ROBERT SIEGEL, HOST:

OK, here's one last deflate-gate joke - in Boston today, Patriots fans were pumped up. That's all we'll say. The team took a victory spin through the city's downtown to celebrate a fourth Super Bowl title, this one over the Seattle Seahawks. Fred Bever of member station WBUR was there.

FRED BEVER, BYLINE: Despite the record-breaking snows from two storms that walloped the city and for a while paralyzed roads and public transit, the parade route was clear and crowded.

A musket brigade in Minuteman garb led the procession of duck boats and flatbed trucks from the city's Prudential Center across the Boston Marathon finish line and on to City Hall. They carried players, cheerleaders, team owner Robert Kraft with the Lombardi trophy raised triumphantly over his head. Coach Bill Belichick came through, and wide receiver Julian Edelman stripped to a T-shirt while surfing the top of a truck cab. And quarterback Tom Brady, who earned his fourth Super Bowl ring on Sunday, kept his young son on his lap.

UNIDENTIFIED FANS: (Chanting) Brady, Brady, Brady.

BEVER: Fan Justin Coonan of Duxbury, Mass., seemed particularly blissed out.

JUSTIN COONAN: Yeah, I'm pretty damn happy. (Laughter).

UNIDENTIFIED MAN: Damn right. Damn right.

COONAN: Yeah - because we waited 10 years to win again. And that's how much it means to the people. That's how much it means to the fans. I was crying when I saw that guy make the interception on the five yard line, but then they were stupid enough to throw the ball, and we got the interception. We won the Super Bowl.

BEVER: Fans traveled here from all the New England states and beyond. Venezuela native Geraldo Giusti used to live in Boston. He was here in 1996, the year the Patriots lost the Super Bowl to the Green Bay Packers. He says he was so excited by this year's win, he had to be here.

GERALDO GIUSTI: I am. I live in LA now, and I came all the way from there to watch the Super Bowl here and come to the parade.

BEVER: And if there was any taint to the victory in the aftermath of the deflate-gate allegations about ball tampering in the Patriots' win over the Indianapolis Colts, you couldn't find a hint of it in the proud streets of Boston. Azeb Hishe and Angelica Laing took the day off to join the joyful chaos. Hishe chalked up the controversy to jealousy.

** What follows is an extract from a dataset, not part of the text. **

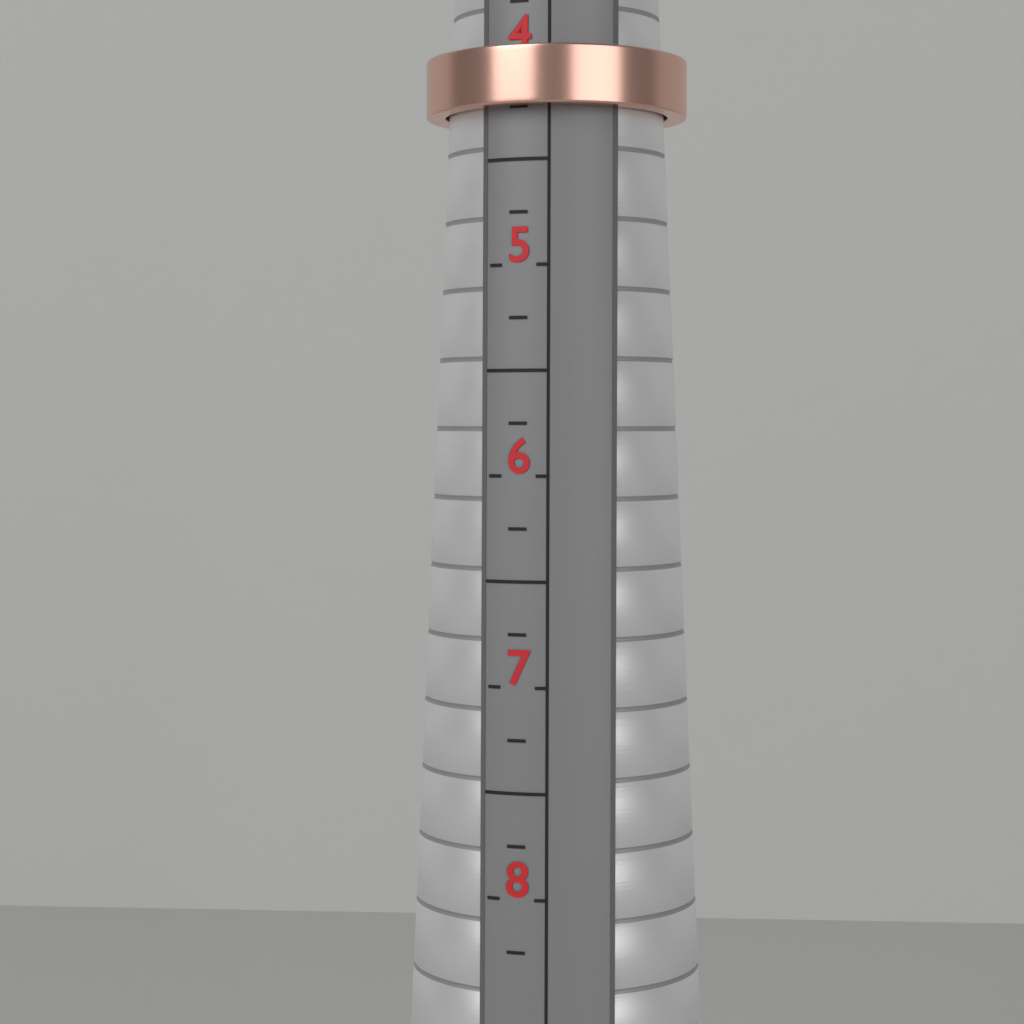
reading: 4.25 (no unit)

AZEB HISHE: When you have a good football team - we used to have a good basketball team - a good baseball team and a good hockey team. People are looking for an excuse to bring our city down. That's just it. Best city in the world.

BEVER: For NPR News, I'm Fred Bever in Boston. Transcript provided by NPR, Copyright NPR.

A Columbia University graduate, Fred began his journalism career as a print reporter in Vermont, then came to Maine Public in 2001 as its political reporter, as well as serving as a host for a variety of Maine Public Radio and Maine Public Television programs. Fred later went on to become news director for New England Public Radio in Western Massachusetts and worked as a freelancer for National Public Radio and a number of regional public radio stations, including WBUR in Boston and NHPR in New Hampshire.